Enacted Budget – Fiscal Year 2025
In March, New Mexico Governor Michelle Lujan Grisham signed the state budget for fiscal 2025. The budget totals $10.2 billion in recurring general fund spending, a 6.8 percent increase over fiscal 2024 levels. The legislature also passed $1.25 billion in nonrecurring spending including funding for public infrastructure, road projects, and rural hospital expansions. Additionally, the budget includes $838 million in transfers to the newly created government results and opportunity expendable trust and its program fund for multiyear appropriations to pilot a range of initiatives. The enacted budget is based on recurring general fund revenues of $12.8 billion in fiscal 2025, reflecting annual growth of 0.6 percent. The state’s general fund reserves are estimated at $3.3 billion, which is 32.2 percent of recurring expenditures and includes $2.3 billion in the Tax Stabilization Reserve Fund which is the state’s rainy-day fund.
The enacted budget prioritizes funding to improve literacy, help keep New Mexicans safe, expand affordable housing, and raise teacher pay.
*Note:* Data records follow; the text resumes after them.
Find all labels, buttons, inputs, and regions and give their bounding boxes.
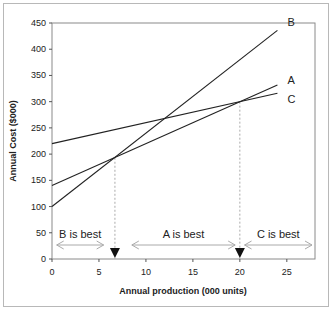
y-tick-label: 350: [31, 70, 46, 80]
x-tick-label: 20: [235, 267, 245, 277]
series-label-c: C: [287, 93, 295, 105]
x-tick-label: 10: [141, 267, 151, 277]
region-label: A is best: [163, 228, 205, 240]
plot-area: [52, 23, 315, 259]
y-axis-title: Annual Cost ($000): [8, 100, 18, 182]
y-tick-label: 100: [31, 202, 46, 212]
x-tick-label: 5: [96, 267, 101, 277]
x-tick-label: 25: [282, 267, 292, 277]
chart: 050100150200250300350400450 0510152025 A…: [0, 0, 334, 314]
series-line-c: [52, 93, 277, 143]
y-tick-label: 400: [31, 44, 46, 54]
y-tick-label: 450: [31, 18, 46, 28]
y-tick-label: 300: [31, 97, 46, 107]
series-lines: ABC: [52, 16, 295, 206]
region-annotations: B is bestA is bestC is best: [57, 228, 312, 249]
region-label: C is best: [257, 228, 300, 240]
y-tick-label: 200: [31, 149, 46, 159]
series-label-b: B: [287, 16, 294, 28]
x-tick-label: 15: [188, 267, 198, 277]
breakeven-marker-icon: [110, 248, 120, 258]
x-axis: 0510152025: [49, 259, 291, 277]
x-tick-label: 0: [49, 267, 54, 277]
series-label-a: A: [287, 74, 295, 86]
y-tick-label: 150: [31, 175, 46, 185]
y-tick-label: 0: [41, 254, 46, 264]
y-tick-label: 250: [31, 123, 46, 133]
y-axis: 050100150200250300350400450: [31, 18, 52, 264]
region-label: B is best: [59, 228, 101, 240]
y-tick-label: 50: [36, 228, 46, 238]
breakeven-marker-icon: [235, 248, 245, 258]
plot-border: [52, 23, 315, 259]
series-line-a: [52, 85, 277, 186]
x-axis-title: Annual production (000 units): [119, 286, 247, 296]
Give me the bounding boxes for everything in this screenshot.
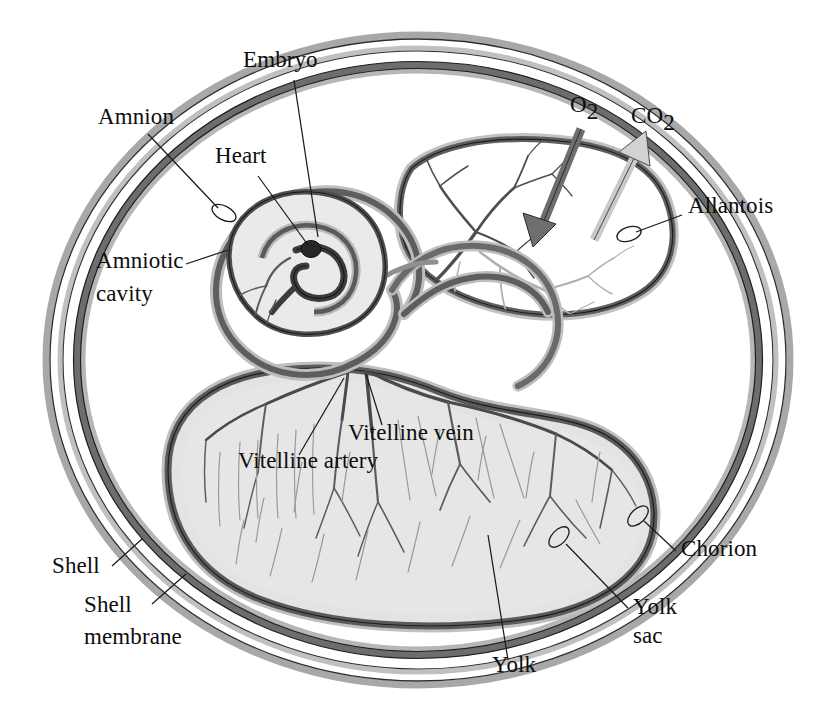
egg-diagram-canvas: Embryo Amnion Heart Amniotic cavity Alla… bbox=[0, 0, 829, 710]
label-chorion: Chorion bbox=[681, 536, 757, 561]
amnion-lasso bbox=[209, 201, 239, 226]
label-shell: Shell bbox=[52, 553, 100, 578]
label-o2: O2 bbox=[570, 92, 598, 124]
label-amniotic-cavity-line2: cavity bbox=[96, 281, 153, 306]
label-yolk-sac-line1: Yolk bbox=[633, 594, 677, 619]
amniote-egg-figure: Embryo Amnion Heart Amniotic cavity Alla… bbox=[0, 0, 829, 710]
heart-shape bbox=[301, 241, 321, 258]
label-yolk-sac-line2: sac bbox=[633, 623, 663, 648]
label-amniotic-cavity-line1: Amniotic bbox=[96, 248, 184, 273]
label-shell-membrane-line2: membrane bbox=[84, 624, 182, 649]
label-yolk: Yolk bbox=[492, 652, 536, 677]
label-co2-sub: 2 bbox=[663, 110, 675, 135]
yolk-sac-group bbox=[168, 368, 654, 626]
label-o2-sub: 2 bbox=[587, 99, 599, 124]
label-embryo: Embryo bbox=[243, 47, 318, 72]
label-heart: Heart bbox=[215, 143, 267, 168]
label-co2-base: CO bbox=[631, 103, 663, 128]
label-allantois: Allantois bbox=[688, 193, 773, 218]
label-vitelline-vein: Vitelline vein bbox=[348, 420, 474, 445]
label-vitelline-artery: Vitelline artery bbox=[238, 448, 378, 473]
label-shell-membrane-line1: Shell bbox=[84, 592, 132, 617]
label-amnion: Amnion bbox=[98, 104, 174, 129]
label-o2-base: O bbox=[570, 92, 587, 117]
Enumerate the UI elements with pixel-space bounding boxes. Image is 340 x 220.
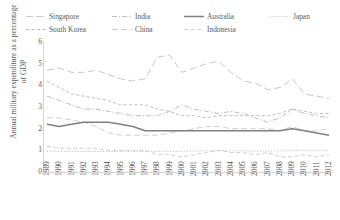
x-tick-label: 2001 xyxy=(190,161,197,176)
y-tick-mark xyxy=(40,42,44,43)
x-tick-label: 1996 xyxy=(129,161,136,176)
legend-item-singapore[interactable]: Singapore xyxy=(26,10,112,23)
x-tick-label: 2004 xyxy=(227,161,234,176)
x-tick-label: 2010 xyxy=(301,161,308,176)
x-tick-label: 1990 xyxy=(56,161,63,176)
x-tick-label: 2006 xyxy=(252,161,259,176)
legend-label: Japan xyxy=(293,13,310,20)
x-tick-label: 2003 xyxy=(215,161,222,176)
x-tick-label: 2011 xyxy=(313,161,320,176)
plot-area xyxy=(44,42,332,172)
series-line-singapore xyxy=(47,55,329,98)
x-tick-label: 1997 xyxy=(141,161,148,176)
legend-label: Indonesia xyxy=(207,26,236,33)
x-tick-label: 1993 xyxy=(92,161,99,176)
y-tick-mark xyxy=(40,107,44,108)
legend-swatch-icon xyxy=(26,13,46,20)
legend-item-indonesia[interactable]: Indonesia xyxy=(184,23,270,36)
x-tick-label: 2005 xyxy=(239,161,246,176)
legend-item-china[interactable]: China xyxy=(112,23,184,36)
x-tick-label: 1994 xyxy=(105,161,112,176)
series-line-south-korea xyxy=(47,81,329,118)
legend-label: Australia xyxy=(207,13,234,20)
series-line-japan xyxy=(47,150,329,151)
series-line-india xyxy=(47,96,329,122)
chart-figure: SingaporeSouth KoreaIndiaChinaAustraliaI… xyxy=(0,0,340,220)
x-tick-label: 1995 xyxy=(117,161,124,176)
x-tick-label: 1992 xyxy=(80,161,87,176)
legend-item-india[interactable]: India xyxy=(112,10,184,23)
x-tick-label: 1999 xyxy=(166,161,173,176)
x-tick-label: 2000 xyxy=(178,161,185,176)
series-line-china xyxy=(47,118,329,135)
legend-swatch-icon xyxy=(112,13,132,20)
x-axis-ticks: 1989199019911992199319941995199619971998… xyxy=(44,176,332,218)
legend-label: South Korea xyxy=(49,26,86,33)
y-axis-title: Annual military expenditure as a percent… xyxy=(9,2,28,142)
y-tick-mark xyxy=(40,150,44,151)
x-tick-label: 2009 xyxy=(289,161,296,176)
legend-swatch-icon xyxy=(184,13,204,20)
x-tick-label: 2002 xyxy=(203,161,210,176)
y-tick-mark xyxy=(40,85,44,86)
legend-item-japan[interactable]: Japan xyxy=(270,10,336,23)
legend-swatch-icon xyxy=(112,26,132,33)
series-canvas xyxy=(44,42,332,172)
y-tick-mark xyxy=(40,172,44,173)
y-tick-mark xyxy=(40,63,44,64)
y-tick-mark xyxy=(40,128,44,129)
x-tick-label: 1989 xyxy=(43,161,50,176)
legend-swatch-icon xyxy=(184,26,204,33)
x-tick-label: 1991 xyxy=(68,161,75,176)
x-tick-label: 2012 xyxy=(325,161,332,176)
legend-item-south-korea[interactable]: South Korea xyxy=(26,23,112,36)
legend-item-australia[interactable]: Australia xyxy=(184,10,270,23)
legend-label: Singapore xyxy=(49,13,79,20)
x-tick-label: 2008 xyxy=(276,161,283,176)
x-tick-label: 2007 xyxy=(264,161,271,176)
legend-swatch-icon xyxy=(26,26,46,33)
legend-label: China xyxy=(135,26,153,33)
chart-legend: SingaporeSouth KoreaIndiaChinaAustraliaI… xyxy=(26,10,336,36)
legend-label: India xyxy=(135,13,150,20)
legend-swatch-icon xyxy=(270,13,290,20)
x-tick-label: 1998 xyxy=(154,161,161,176)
It includes $89 million to provide a three percent salary increase for public employees and school personnel and targeted increases for state police and the environment department; a $230 million increase for health and human service agencies including $11.5 million to increase Medicaid rates for rural hospitals; and a $270 million increase for education to expand prekindergarten services, fully fund universal free school meals, and increase investments in literacy initiatives.